Some best and otherwise Very Important Beers

American Brewer magazine 1999

Back in the day I yielded to temptation and posted lists. I also railed against them. So you might figure there is no reason to trust me.

But two lists (the second is really multiple lists) that showed up last week sent me to the files to dig out a couple from the days of print that I will share them here.

The headline on the first—The 25 Most Important American Beers of All Time—screams bring back a Jay Brooks takedown (another back-in-the-day thing in which Jay would dig deep, point after point, about something written). I commented in one Twitter thread, and otherwise have three questions.

1) Anchor Steam over Anchor Liberty?
2) No Ballantine IPA?
3) No mixed fermentation beer? There is a passing mention of La Foile (although it is called La Joile) in the description of New Belgium Fat Tire). It’s not like Wisconsin Belgian Red from New Glarus Brewing was flying under the radar in the mid-1990s.

“The Best 20 Beers in 2020” from Craft Beer & Brewing magazine are not the 20 I would pick. Heck, I’ve only tasted a few of them. However, I did pick my 10 for the magazine. That list isn’t online yet, but if you care the magazine went in the mail to subscribers last week and should be popping up on newsstands. (Update: Now available.)

I occasionally write stories for CB&B, so feel free to disregard two thoughts:

1) Joe Stange and I each chose a beer from Urban Chestnut Brewing in St. Louis. Different beers. Joe moved back to Missouri from Germany last year. He picked a beer he drinks regularly. We lived in St. Louis the first six years after UCBC opened. I chose a beer I used to drink regularly, and was reminded during a trip back early this year how much I miss it.

2) The CB&B list is a combination of rare and regular, which is a good thing.

(The Top 20 list is accompanied by several readers’ lists. These are always fun to read.)

Two decades ago, American Brewer magazine assembled “A Brew’s Who Of The Millenniums: 25 Of The Most Significant Figures In Brewing Over The Last 1,000 Years.” There were two lists: B.J and A.J., Before Jack and After Jack, Jack being New Albion Brewing founder Jack McAuliffe. (He’s only 14th on the A.J. list.)

I’m only going to list the names, except to note the James Watt at #10 is not the BrewDog CEO, but the 18th-century inventor of the steam engine.

Before Jack
1) Louis Pasteur
2) Ferdinand P.A. Carre
3) Williams IV, Elector of Bavaria
4) Arthur Guinness
5) Adolphus Busch
6) Joseph Groll
7) Sir Williams Gladstone
8) George Hodgson
9) King Ludwig I
10) James Watt
11) Ralph Harwood
12) William Bass
13) Gerard Adriaan Heineken
14) Emil Hansen
15) Daniel Wheeler
16) Gabriel Sedlmayr the Younger and Anton Dreher
17 Jean Primus
18) Wayne Wheeler
19) Michael Combrune
20) Maximilian I
21) Jean De Clerck
22) Antoine-Laurent Lavoisier
23) Carl Joseph Napoleon
24) Saint Hildegarde
25) Robert Burns

After Jack
1) Michael Jackson
2) Jim Koch
3) August Busch III
4) Bob Lenz
5) Henry King
6) Bert Grant
7) Michael Hardman, Graham Lees, Jim Makin and Bill Mellor
8) Charlie Papazian
9) Fritz Maytag
10) Paul Shipman
11) Paul Camusi and Ken Grossman
12) Bill Coors
13) Robert Uihlein
14) Jack McAuliffe
15) Candy Lightner
16) David Bruce
17) Charles Finkel
18) Richard Yuengling
19) David Rehr
20) Pierre Celis
21) Alan Bond
22) Joseph Owades and Karl Strauss
23) Alan Forge and Liam Byrne
24) John Mitchell
25) Bill Owens (Owens was the publisher for American Brewer at the time)

It might be time to revise that second list.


# [Exercise brief]
Report back every line from the entries below in which the word "receivers" occurs.

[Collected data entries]
"""

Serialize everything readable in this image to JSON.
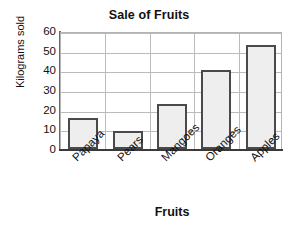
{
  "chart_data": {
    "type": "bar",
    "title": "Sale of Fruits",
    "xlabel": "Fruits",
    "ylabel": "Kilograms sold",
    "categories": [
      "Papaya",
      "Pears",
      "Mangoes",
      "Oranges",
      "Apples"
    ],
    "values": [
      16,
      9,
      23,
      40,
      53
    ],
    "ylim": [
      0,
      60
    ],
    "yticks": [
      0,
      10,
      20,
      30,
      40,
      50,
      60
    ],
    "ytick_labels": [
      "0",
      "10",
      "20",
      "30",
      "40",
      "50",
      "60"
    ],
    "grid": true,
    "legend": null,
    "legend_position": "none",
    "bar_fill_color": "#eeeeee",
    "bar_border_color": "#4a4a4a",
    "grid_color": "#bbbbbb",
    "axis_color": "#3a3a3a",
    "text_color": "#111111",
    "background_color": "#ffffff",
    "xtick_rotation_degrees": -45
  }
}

"""
"""

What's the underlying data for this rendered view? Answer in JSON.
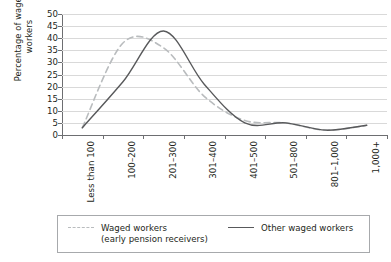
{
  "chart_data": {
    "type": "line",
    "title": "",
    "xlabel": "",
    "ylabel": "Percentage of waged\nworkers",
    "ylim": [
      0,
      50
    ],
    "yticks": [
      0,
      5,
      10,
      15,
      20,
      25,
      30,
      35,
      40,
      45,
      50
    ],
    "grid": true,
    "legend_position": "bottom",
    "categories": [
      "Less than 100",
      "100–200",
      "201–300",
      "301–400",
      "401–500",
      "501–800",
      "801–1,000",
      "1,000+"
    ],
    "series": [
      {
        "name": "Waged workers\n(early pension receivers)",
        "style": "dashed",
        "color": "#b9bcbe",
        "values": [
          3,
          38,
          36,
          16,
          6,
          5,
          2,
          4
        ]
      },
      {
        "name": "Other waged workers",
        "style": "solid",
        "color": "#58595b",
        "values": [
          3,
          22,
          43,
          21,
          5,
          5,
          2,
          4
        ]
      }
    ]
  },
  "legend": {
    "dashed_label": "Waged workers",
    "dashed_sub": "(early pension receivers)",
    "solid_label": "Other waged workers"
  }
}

"""

# [Task response]
        "name": "Waged workers\n(early pension receivers)",
    "dashed_sub": "(early pension receivers)",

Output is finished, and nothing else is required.